THE VERSAILLES ACCIDENT IN 1842.

Mr. Charles F. Adams thus describes it:—“On the 8th of May, 1842, there happened in France one of the most famous and horrible railroad slaughters ever recorded. It was the birthday of the king, Louis Phillipe, and, in accordance with the usual practice, the occasion had been celebrated at Versailles by a great display of the fountains. At half-past five o’clock these had stopped playing, and a general rush ensued for the trains then about to leave for Paris. That which went by the road along the left bank of the Seine was densely crowded, and was so long that it required two locomotives to draw it. As it was moving at a high rate of speed between Bellevue and Menden, the axle of the foremost of these two locomotives broke, letting the body of the engine drop to the ground. It instantly stopped, and the second locomotive was then driven by its impetus on top of the first, crushing its engineer and fireman, while the contents of both the fire-boxes were scattered over the roadway and among the debris. Three carriages crowded with passengers were then piled on top of this burning mass, and there crushed together into each other. The doors of the train were all locked, as was then, and indeed is still, the custom in Europe, and it so chanced that the carriages had all been newly painted. They blazed up like pine kindlings. Some of the carriages were so shattered that a portion of those in them were enabled to extricate themselves, but no less than forty were held fast; and of these such as were not so fortunate as to be crushed to death in the first shock perished hopelessly in the flames before the eyes of

a throng of impotent lookers-on. Some fifty-two or fifty-three persons were supposed to have lost their lives in this disaster, and more than forty others were injured; the exact number of the killed, however, could never be ascertained, as the telescoping of the carriages on top of the two locomotives had made of the destroyed portion of the train a visible holocaust of the most hideous description. Not only did whole families perish together—in one case no less than eleven members of the same family sharing a common fate—but the remains of such as were destroyed could neither be identified nor separated. In one case a female foot was alone recognisable, while in others the bodies were calcined and fused into an undistinguishable mass. The Academy of Sciences appointed a committee to inquire whether Admiral D’Urville, a distinguished French navigator, was among the victims. His body was thought to be found, but it was so terribly mutilated that it could be recognized only by a sculptor, who chanced some time before to have taken a phrenological cast of his skull. His wife and only son had perished with him.

“It is not easy now to conceive the excitement and dismay which this catastrophe caused throughout France. The new invention was at once associated in the minds of an excitable people with novel forms of imminent death. France had at best been laggard enough in its adoption of the new appliance, and now it seemed for a time as if the Versailles disaster was to operate as a barrier in the way of all further railroad development. Persons availed themselves of the steam roads already constructed as rarely as possible, and then in fear and trembling, while steps were taken to substitute horse for steam power on other roads then in process of construction.”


* _Exercise_
Print the records below exactly, omitting all pictures.

Phrase grounding data:
-----
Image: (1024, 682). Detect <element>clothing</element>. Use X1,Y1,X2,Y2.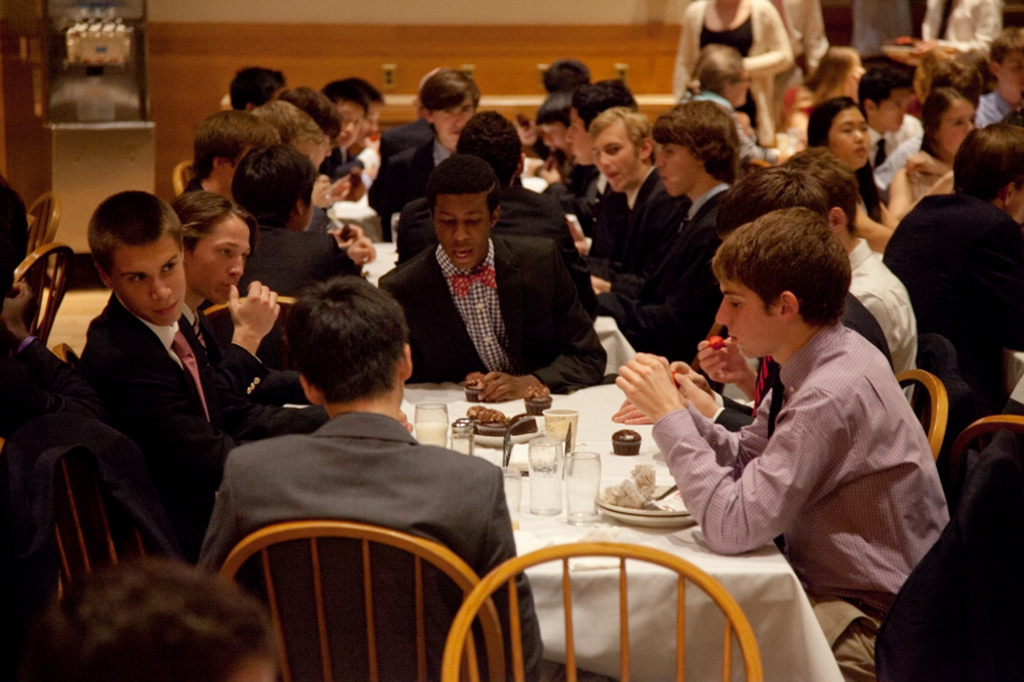
71,288,278,601.
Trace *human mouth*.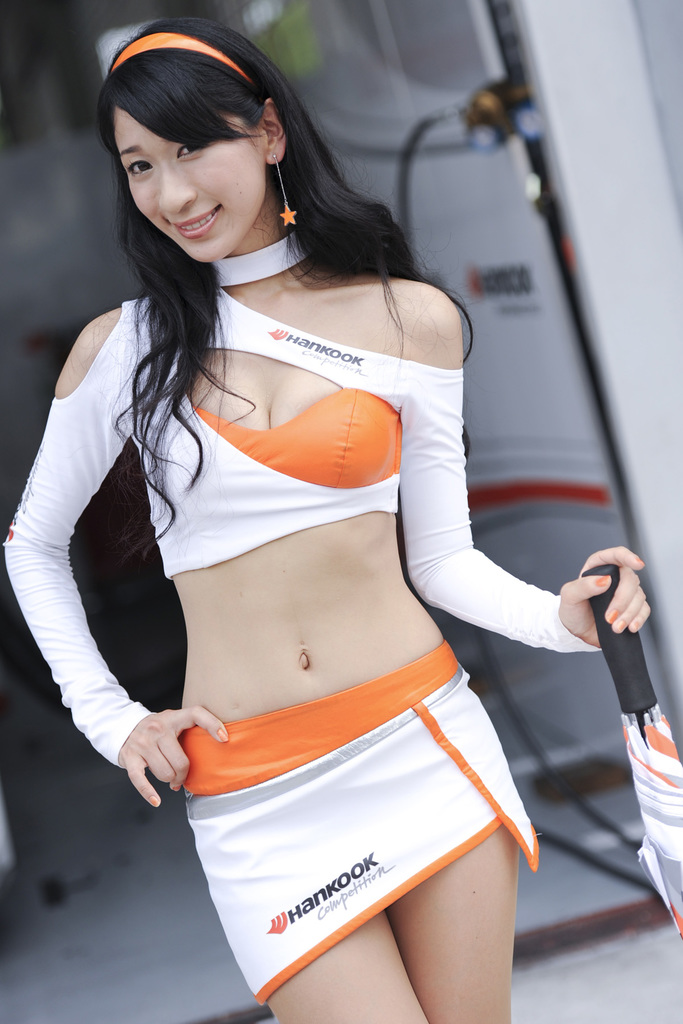
Traced to select_region(161, 206, 219, 241).
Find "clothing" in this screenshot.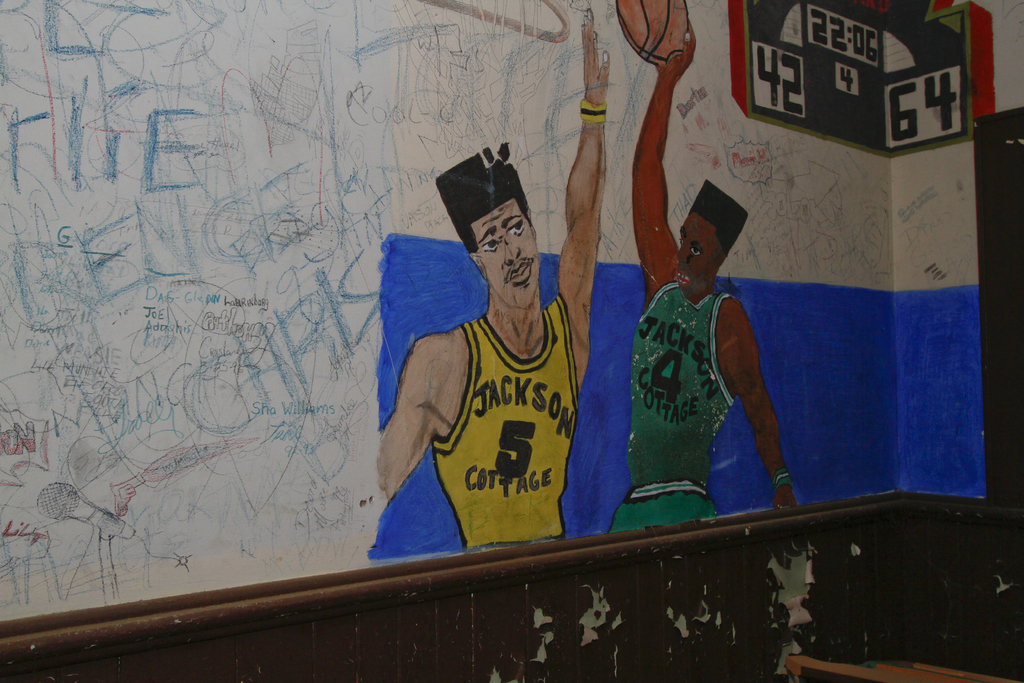
The bounding box for "clothing" is box(611, 281, 736, 532).
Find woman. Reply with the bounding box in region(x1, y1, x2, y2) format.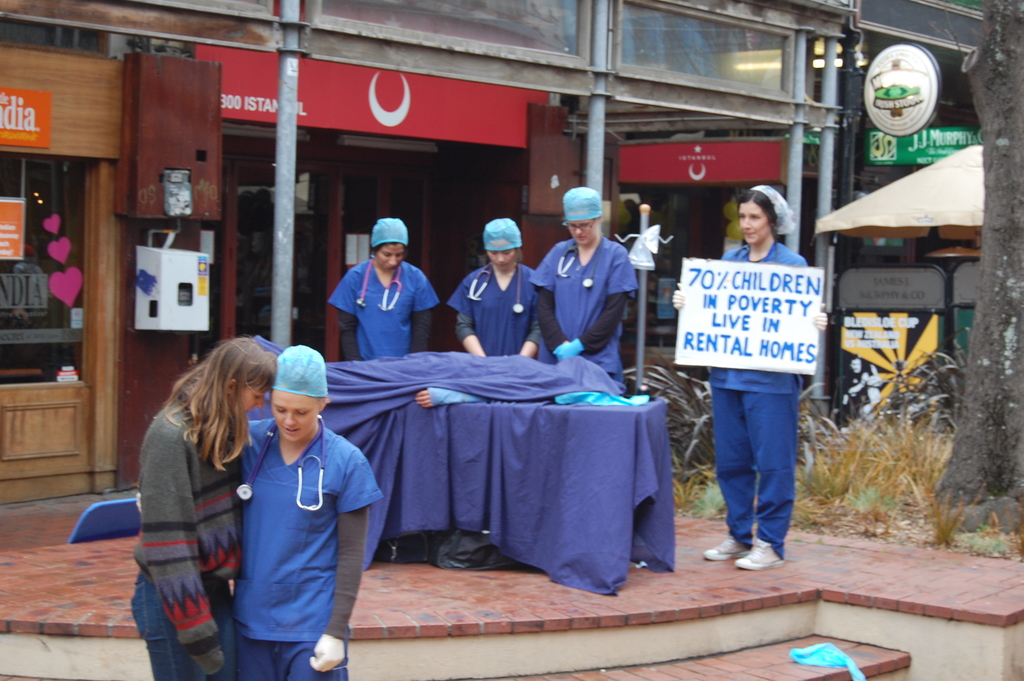
region(115, 327, 274, 679).
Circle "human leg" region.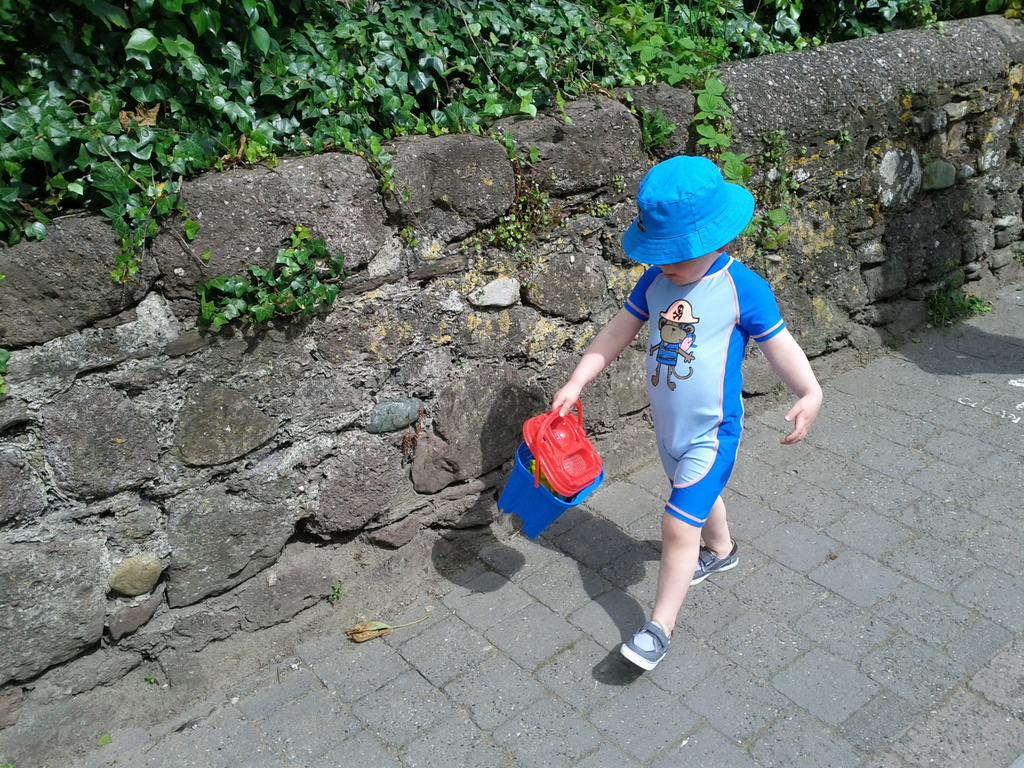
Region: pyautogui.locateOnScreen(652, 426, 735, 581).
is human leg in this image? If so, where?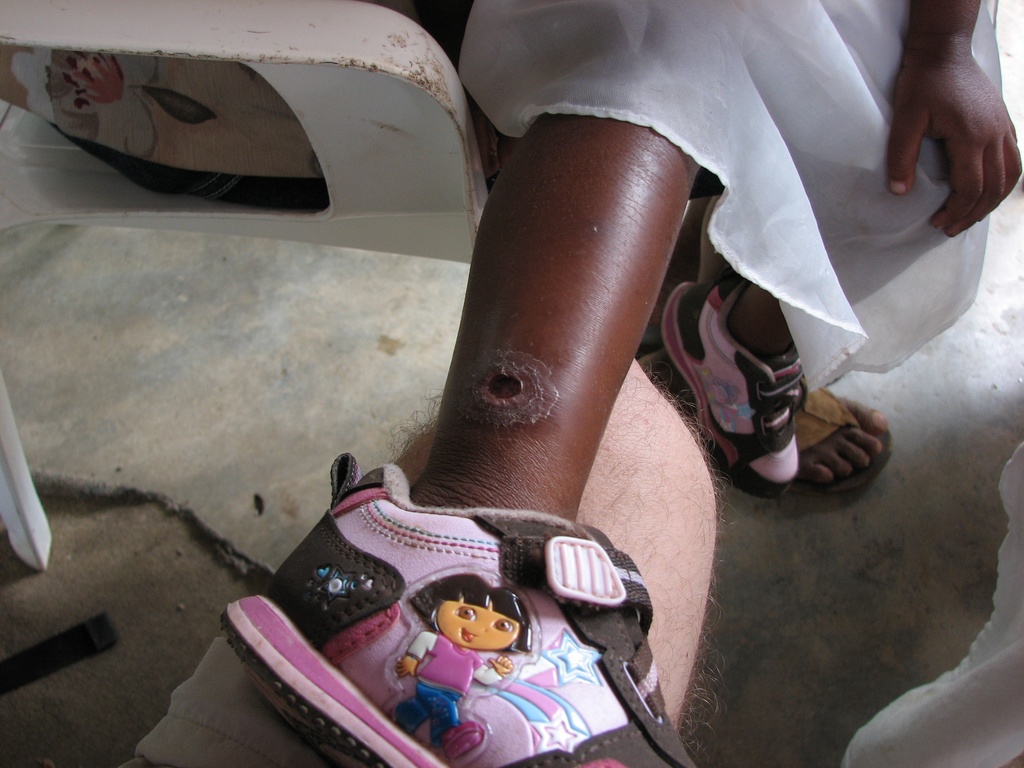
Yes, at x1=659, y1=0, x2=1007, y2=497.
-----
* _Task output_
Image: (1024, 682). Detect <element>clothing</element>. Use X1,Y1,X2,Y2.
71,288,278,601.
Trace *human mouth*.
Traced to select_region(161, 206, 219, 241).
Find "clothing" in this screenshot.
The bounding box for "clothing" is box(611, 281, 736, 532).
Find woman. Reply with the bounding box in region(x1, y1, x2, y2) format.
region(115, 327, 274, 679).
Circle "human leg" region.
Region: pyautogui.locateOnScreen(652, 426, 735, 581).
is human leg in this image? If so, where?
Yes, at x1=659, y1=0, x2=1007, y2=497.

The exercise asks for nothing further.